Friday 18 October 2013

Cheap Stays In Expensive Hong Kong: JUST AS INN @ 81 Nathan Road



Hotel rooms in Hong Kong have sky-rocketed in past years, and it is now almost impossible to find cheap stays unless you want to slum it out at Chungking Mansions. Speaking of that infamous globalised cockroach residence, it too has received a massive face-lift and has guest-houses going at over SGD 100 per room per evening. What has the world come to?
 
Back in 2005 when I attended the 1st Hong Kong International Piano Competition, I set myself a limit of SGD 100 per evening and was able to get the very decent Century Novotel in the Western district with a view of Victoria Peak. As the years rolled on, that hundred dollars bought less and less comfort and luxury, yet I was still able to get serviceable accomodation in central Kowloon areas like Jordan and Temple Street. Come 2013, even those hotels charge rooms in excess of SGD 200.  


That is when I discovered the newly created Just As Inn  at 81 Nathan Road on the hotel website www.booking.com. It is closely related to the better known and established Just Inn (http://justinn.com.hk) on Lock Road, which has been justly popular with backpackers for years.

I was able to secure a single room at under SGD 100 for four nights, and a double for just a bit more (as they had run out of single rooms for the period of booking). The photos on the website looked tasteful enough, with a touch of zen in its simple room designs and the conspicuous absence of tacky Chinese fittings common in low-priced HK accomodation.
 
One of its best draws is its location: Harilela Mansion is directly on top of the Tsim Sha Tsui MTR station,  next door to I-Square shopping centre, and the A21 Airport Bus Service stop is right at its doorstep.
 
Getting there is an experience in itself. The entrance is narrow and unprepossessing, wedged between a Cartier outlet and a strip-joint. Presently there is only one lift serving the 5th to 15th floors, and its full capacity is seven persons packed like sardines, or four with luggage. As you emerge at the 8th floor, a large banner for massage and other dubious services greets you. Just As Inn is just to the left of that.
 



Just As Inn does not advertise itself as a boutique hotel, which is merely a euphemism for new crummy. Instead, what you see is what you get. The reception area sits one person besides the young receptionist who greets you. There is a coffee machine, a stack of magazines and strangely enough, two images of Aung San Suu Kyi stencilled on a canvas.



 
For the first two evenings, I was assigned Room 1, a double room and one of few with a window (which overlooks an air-well). Thankfully, the room is spotlessly clean and uncluttered. The furniture is simple (a few boards here and there to make a bed and table) and the mattress firm and comfortable. The bathroom is tiny but its fittings are new. The problem with these ensuite bathrooms is that a single shower will get everything including the washbasin and WC completely wet. 
 
Did I say that every room has a different art concept, a flat-screen television (albeit with limited channels, no CNA or BBC) and the free wifi operates 24 hours a day?   



For the last four evenings, I moved into Room 7, a single room with no window, which is as basic as one can get. There are a total of 14 rooms in this establishment. This is what SGD 100 gets you these days in HK, but I was not complaining. At least I was not in Chungking Mansion.
 
Just As Inn has been booked solid for the period of the Hong Kong Arts Festival next year. So I'll have to push off to somewhere else, hopefully as reasonably priced.

N.B. Harilela Mansion does have a bit of a reputation. Its 4th storey is the Tsim Sha Tsui Sauna, and I noticed on occasion rough-looking men exiting on the 5th floor to enter a secretive looking boarded-up door with the word Galaxy on it. After returning to Singapore, an Internet search I did revealed that to be a gay sauna!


Your task is to print all of the entries exactly, though the pictures should not be included.

### MATERIAL PROVIDED
# # # #
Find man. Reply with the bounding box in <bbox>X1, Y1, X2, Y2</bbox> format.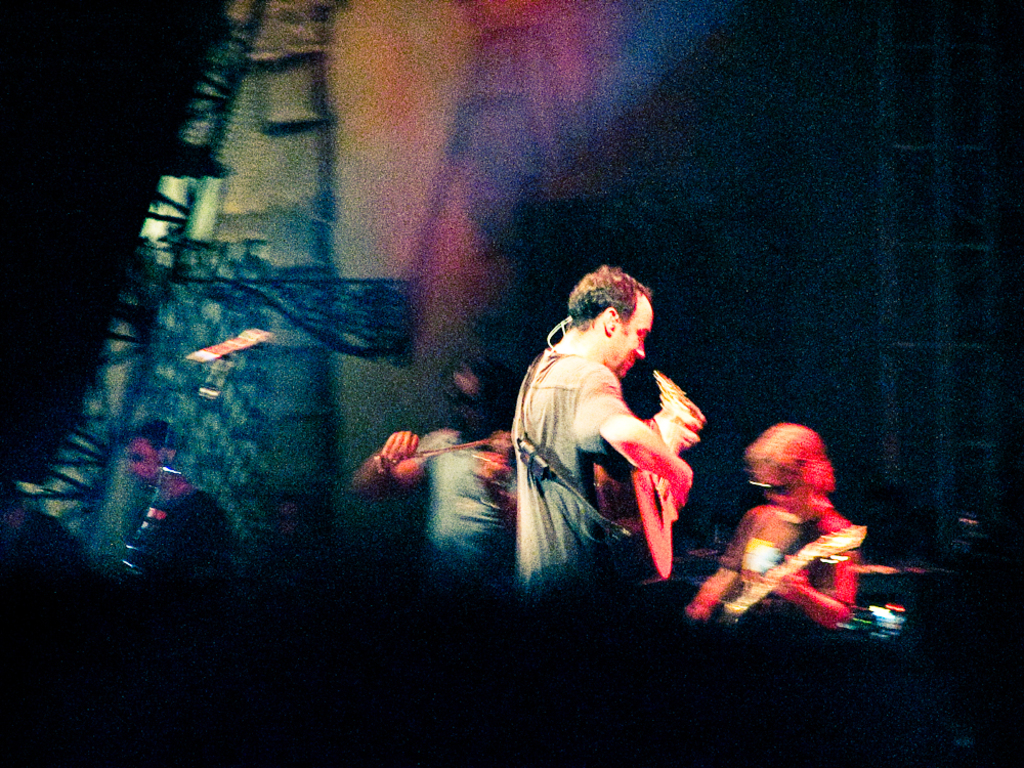
<bbox>675, 420, 855, 634</bbox>.
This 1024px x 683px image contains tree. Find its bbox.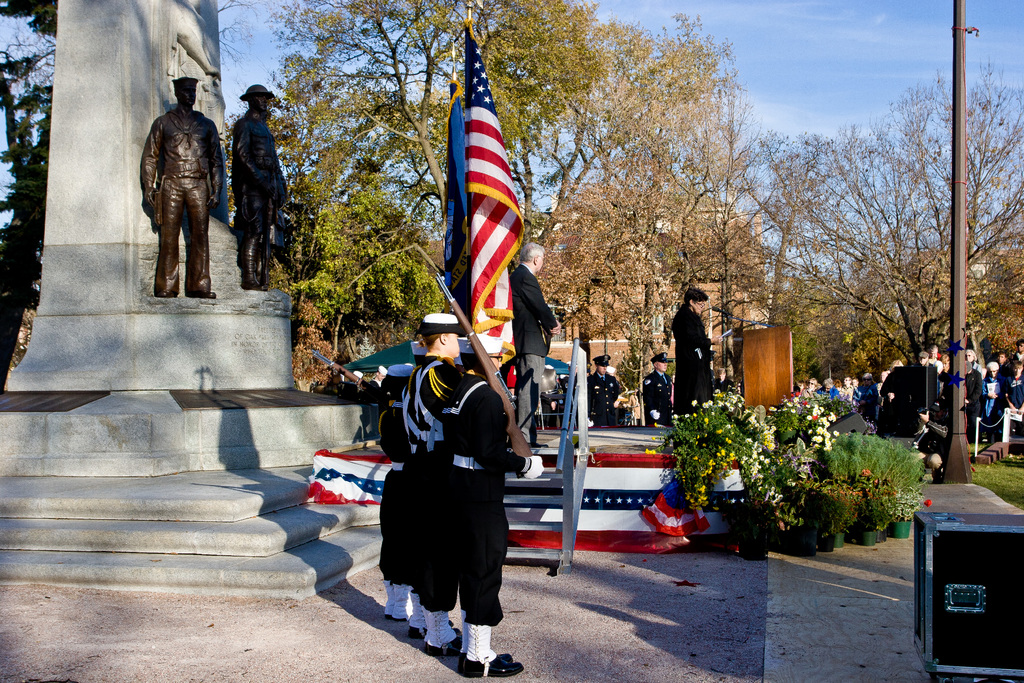
box=[531, 8, 768, 402].
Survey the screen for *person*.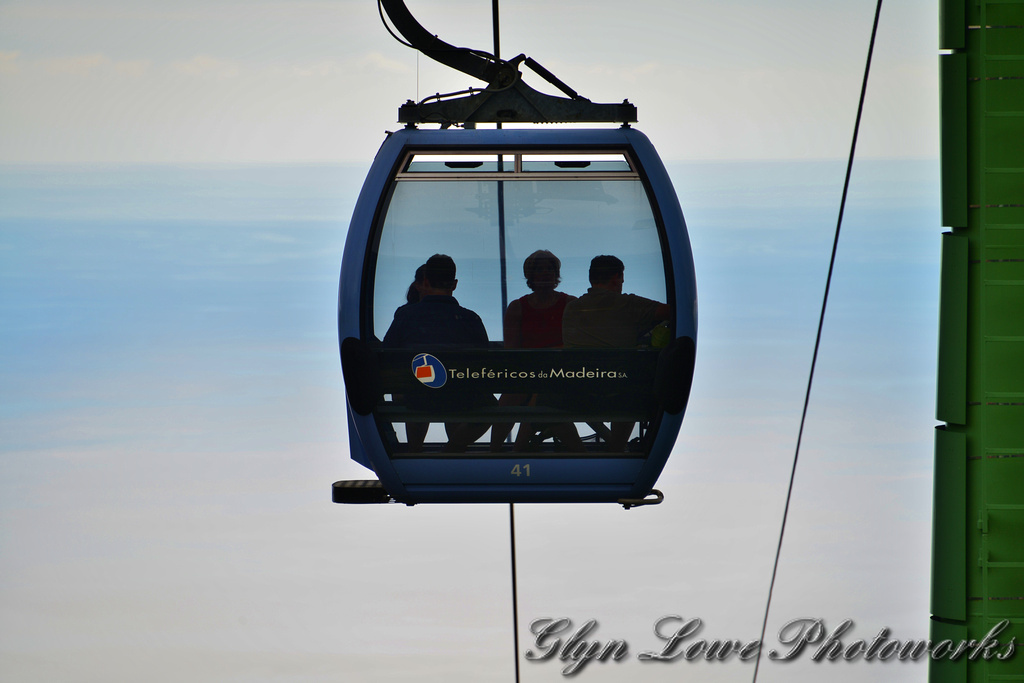
Survey found: l=394, t=263, r=428, b=319.
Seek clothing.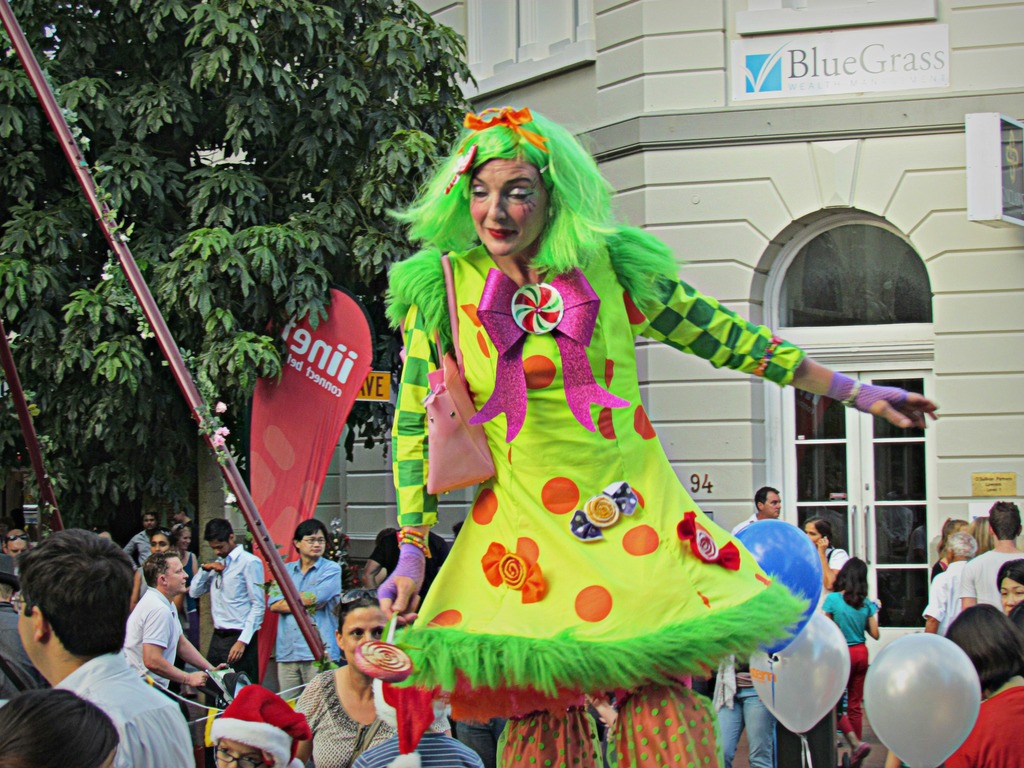
<region>376, 197, 838, 696</region>.
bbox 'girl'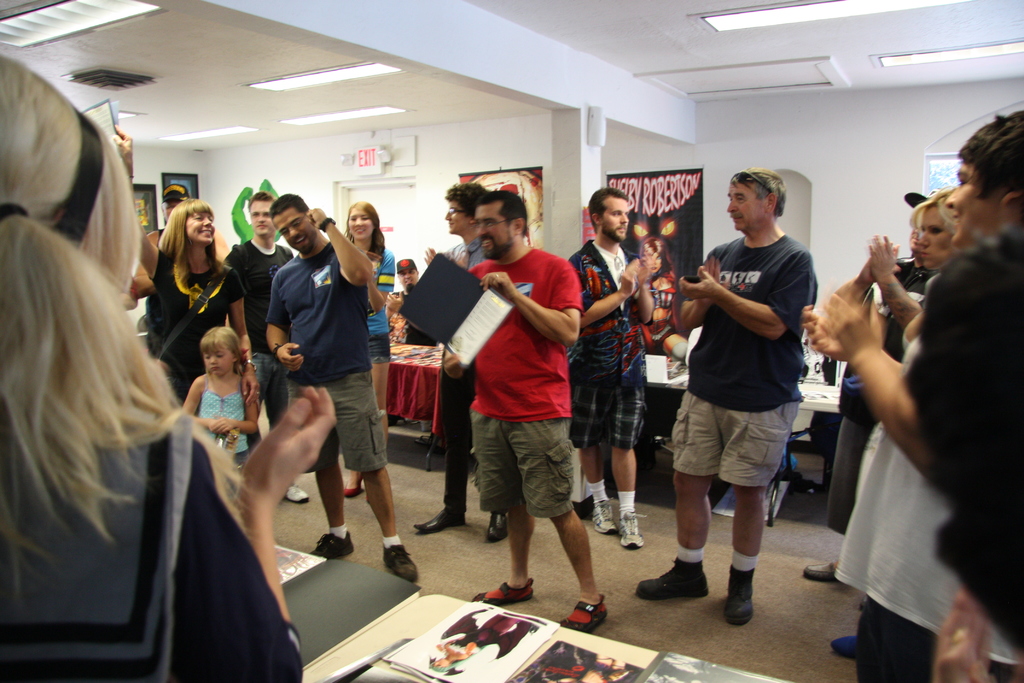
bbox=(177, 325, 255, 468)
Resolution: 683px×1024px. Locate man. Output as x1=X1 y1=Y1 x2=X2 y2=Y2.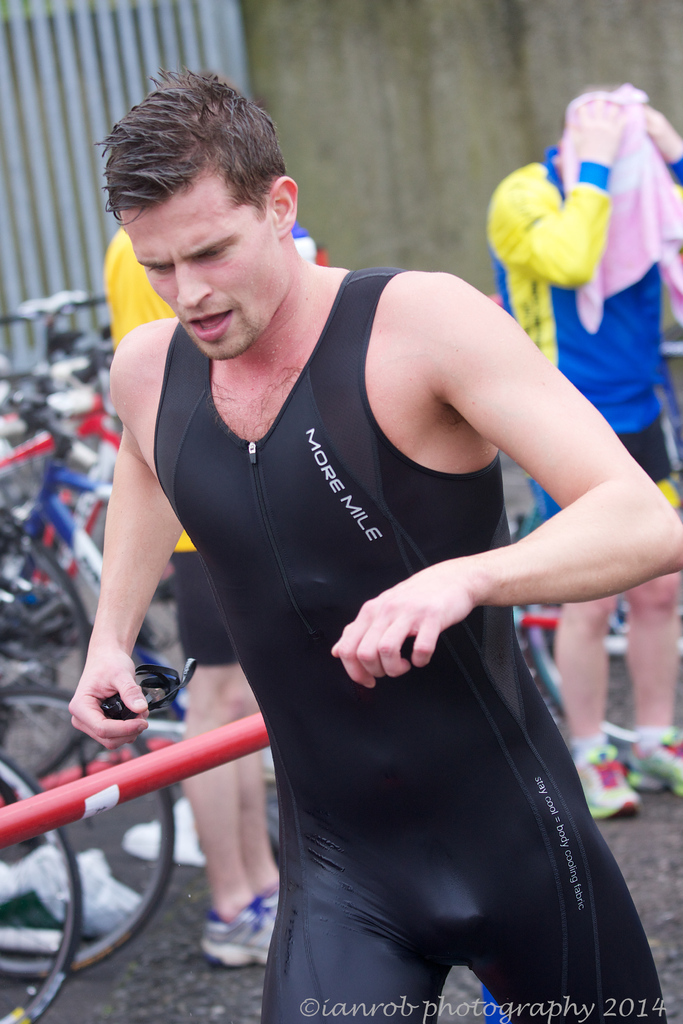
x1=490 y1=86 x2=682 y2=820.
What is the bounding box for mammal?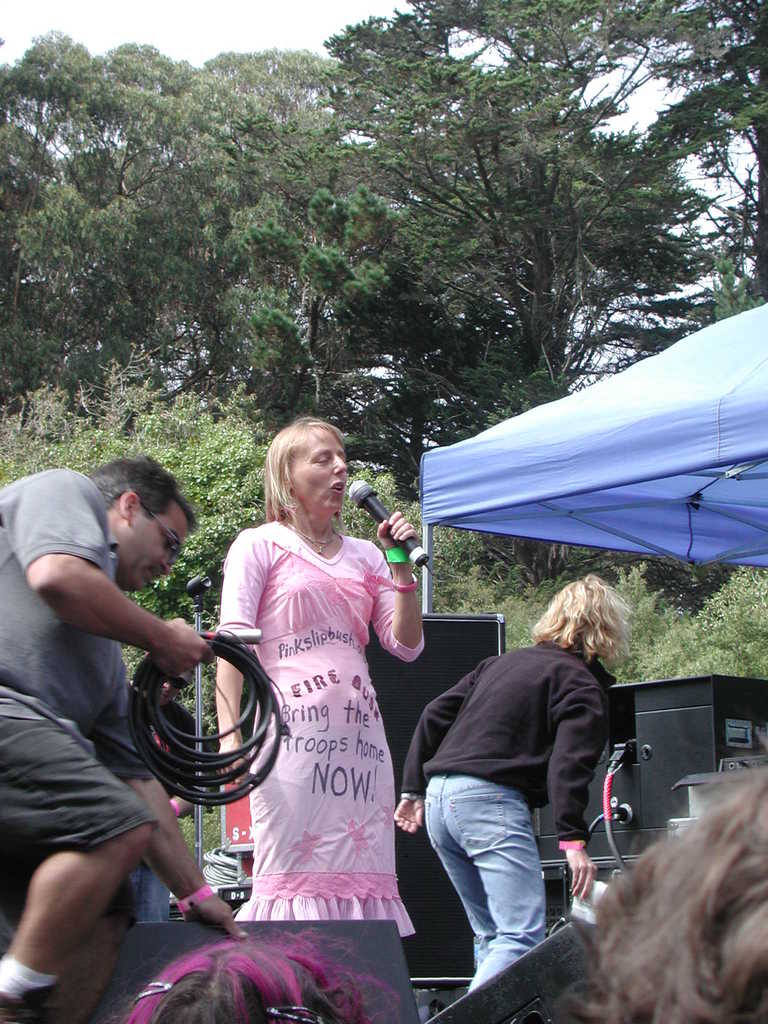
(x1=196, y1=462, x2=417, y2=927).
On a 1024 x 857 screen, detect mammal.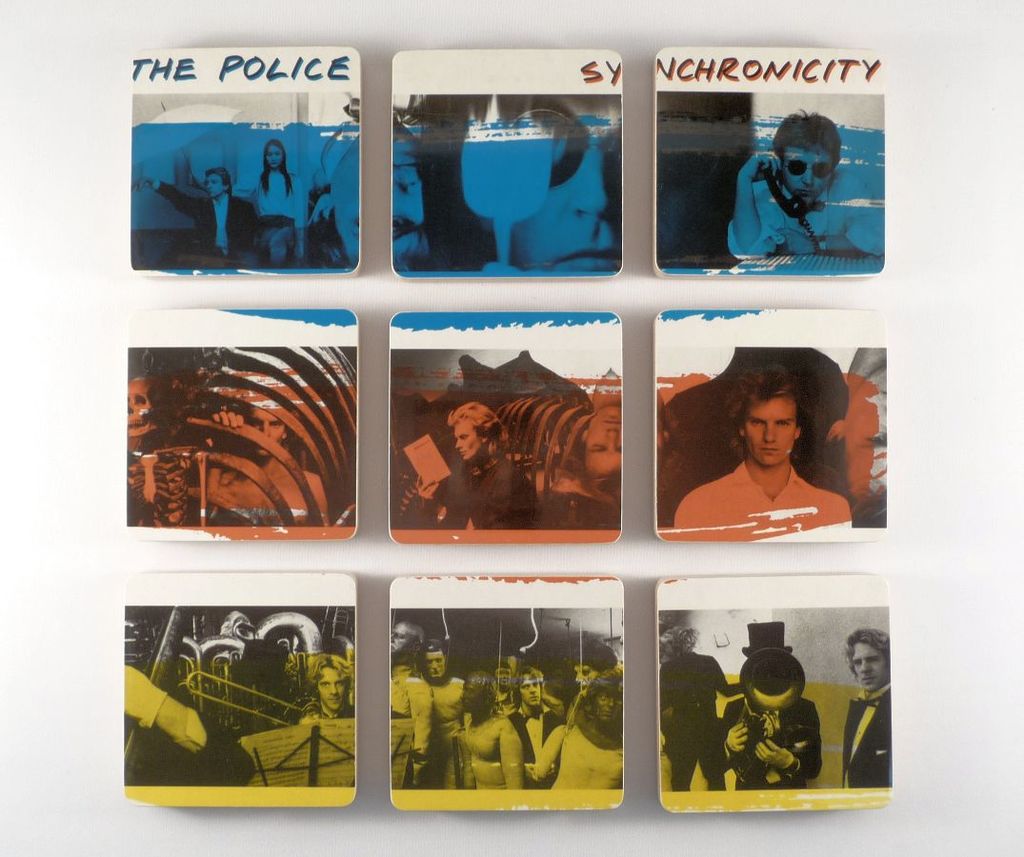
# # # #
### EXERCISE RESPONSE
Find man. Reply with the bounding box in <bbox>X1, Y1, X2, Y2</bbox> format.
<bbox>675, 420, 855, 634</bbox>.
This 1024px x 683px image contains tree. Find its bbox.
box=[531, 8, 768, 402].
Survey the screen for *person*.
Survey found: l=394, t=263, r=428, b=319.
Seek clothing.
<region>376, 197, 838, 696</region>.
bbox 'girl'
bbox=(177, 325, 255, 468)
Resolution: 683px×1024px. Locate man. Output as x1=X1 y1=Y1 x2=X2 y2=Y2.
x1=490 y1=86 x2=682 y2=820.
What is the bounding box for mammal?
(x1=196, y1=462, x2=417, y2=927).
On a 1024 x 857 screen, detect mammal.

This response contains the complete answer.